The Japanese media especially focused much on North Korea because of North
Korea’s kidnapping of Japanese citizens. In the 1970s, North Korea
began kidnapping Japanese citizens as part of their program of spying
on South Korea. North Korean spies entered Japan’s remote beaches
by boat and
kidnapped young Japanese, bringing them back to North Korea. The kidnapped
were then forced to teach North Korean spies the Japanese language, customs,
and behavior. Once trained, these spies traveled to Japan, assumed identities
of Japanese citizens, and eventually obtained Japanese passports. With
Japanese passports, the spies then traveled as “businessmen”
or “tourists” to South Korea, where they were able to engage
in espionage with greater freedom. After years of investigation and negotiations
with the Japanese government, some kidnapped Japanese citizens
were finally returned to Japan, where their stories confirmed the account.
Eventually, Japanese media outlets began to show photographs of the returned
Japanese citizens that
were taken during their captivity. One snapshot stood out in my mind;
it was a family photograph of one of the kidnapped Japanese named Kaoru
Hasuike at the beach. This one was shown on Japanese TV as a proof of
another kidnapped Japanese named Megumi Yokota who are believed to still
be
hidden by the North Korean government. She was abducted in 1977, and later
married to a kidnapped South Korean named Kim Chon Jun.
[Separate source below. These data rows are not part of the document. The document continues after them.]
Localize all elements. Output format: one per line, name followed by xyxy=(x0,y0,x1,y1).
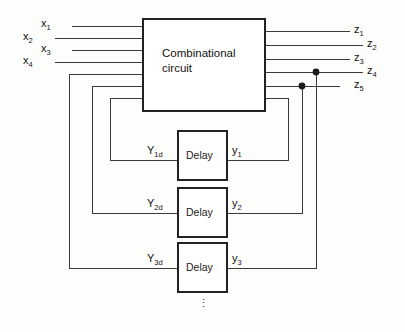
output-label-z3: z3 xyxy=(354,52,364,63)
junction-dot-z4 xyxy=(313,69,320,76)
signal-label-y3d-sub: 3d xyxy=(154,258,162,267)
output-label-z5-text: z xyxy=(354,78,360,90)
junction-dot-z5 xyxy=(299,83,306,90)
output-label-z1: z1 xyxy=(354,24,364,35)
output-label-z5: z5 xyxy=(354,79,364,90)
diagram-root: Combinational circuit x1 x2 x3 x4 z1 z2 … xyxy=(0,0,405,332)
input-label-x2-text: x xyxy=(23,30,29,42)
output-label-z4: z4 xyxy=(367,65,377,76)
input-label-x1-text: x xyxy=(41,17,47,29)
input-label-x2-sub: 2 xyxy=(29,36,33,45)
input-label-x3: x3 xyxy=(41,43,51,54)
output-label-z3-sub: 3 xyxy=(360,57,364,66)
output-label-z2-sub: 2 xyxy=(373,43,377,52)
signal-label-y1d: Y1d xyxy=(147,145,163,156)
signal-label-y2-text: y xyxy=(232,197,238,209)
input-label-x4-text: x xyxy=(23,54,29,66)
signal-label-y2: y2 xyxy=(232,198,242,209)
output-label-z5-sub: 5 xyxy=(360,84,364,93)
signal-label-y2d-sub: 2d xyxy=(154,203,162,212)
input-label-x1: x1 xyxy=(41,18,51,29)
delay-box-3-label: Delay xyxy=(186,262,213,273)
input-label-x4-sub: 4 xyxy=(29,60,33,69)
signal-label-y1-text: y xyxy=(232,144,238,156)
output-label-z1-sub: 1 xyxy=(360,29,364,38)
continuation-ellipsis: ⋮ xyxy=(196,300,210,307)
signal-label-y2-sub: 2 xyxy=(238,203,242,212)
signal-label-y1: y1 xyxy=(232,145,242,156)
delay-box-2-label: Delay xyxy=(186,207,213,218)
output-label-z4-sub: 4 xyxy=(373,70,377,79)
signal-label-y3-text: y xyxy=(232,252,238,264)
signal-label-y3d: Y3d xyxy=(147,253,163,264)
signal-label-y2d: Y2d xyxy=(147,198,163,209)
signal-label-y1-sub: 1 xyxy=(238,150,242,159)
combinational-circuit-label-line2: circuit xyxy=(162,61,192,75)
input-label-x2: x2 xyxy=(23,31,33,42)
signal-label-y3-sub: 3 xyxy=(238,258,242,267)
signal-label-y3: y3 xyxy=(232,253,242,264)
signal-label-y1d-sub: 1d xyxy=(154,150,162,159)
output-label-z1-text: z xyxy=(354,23,360,35)
input-label-x3-text: x xyxy=(41,42,47,54)
input-label-x1-sub: 1 xyxy=(47,23,51,32)
delay-box-1-label: Delay xyxy=(186,150,213,161)
output-label-z3-text: z xyxy=(354,51,360,63)
combinational-circuit-label-line1: Combinational xyxy=(162,46,236,60)
input-label-x4: x4 xyxy=(23,55,33,66)
output-label-z4-text: z xyxy=(367,64,373,76)
output-label-z2-text: z xyxy=(367,37,373,49)
input-label-x3-sub: 3 xyxy=(47,48,51,57)
output-label-z2: z2 xyxy=(367,38,377,49)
They said the
couple is in the far background of the Hasuike family’s photo. The
purpose of the showing of the photo was to prove that Miss Yokota was
indeed there and married to Mr. Kim.
But I was actually struck by the picture itself and its normalcy. The
photograph certainly did not match the image of living in the forced captivity.
It looked just like any other picture of a summer beach outing anywhere
in the world and it told a very different story of suffering, malnutrition,
and
ignorance I was hearing about North Korea all this time. In this picture,
their facial expressions, behavior, and landscape all looked very normal.
After looking at these photographs, I thought that these images and stories
do not match altogether and I felt uncomfortable and unsettled about our
views and perceptions of North Korea. I was puzzled and intrigued, and
I wanted to take a personal journey and see the country and the lives
of the North Korean people with my own eyes.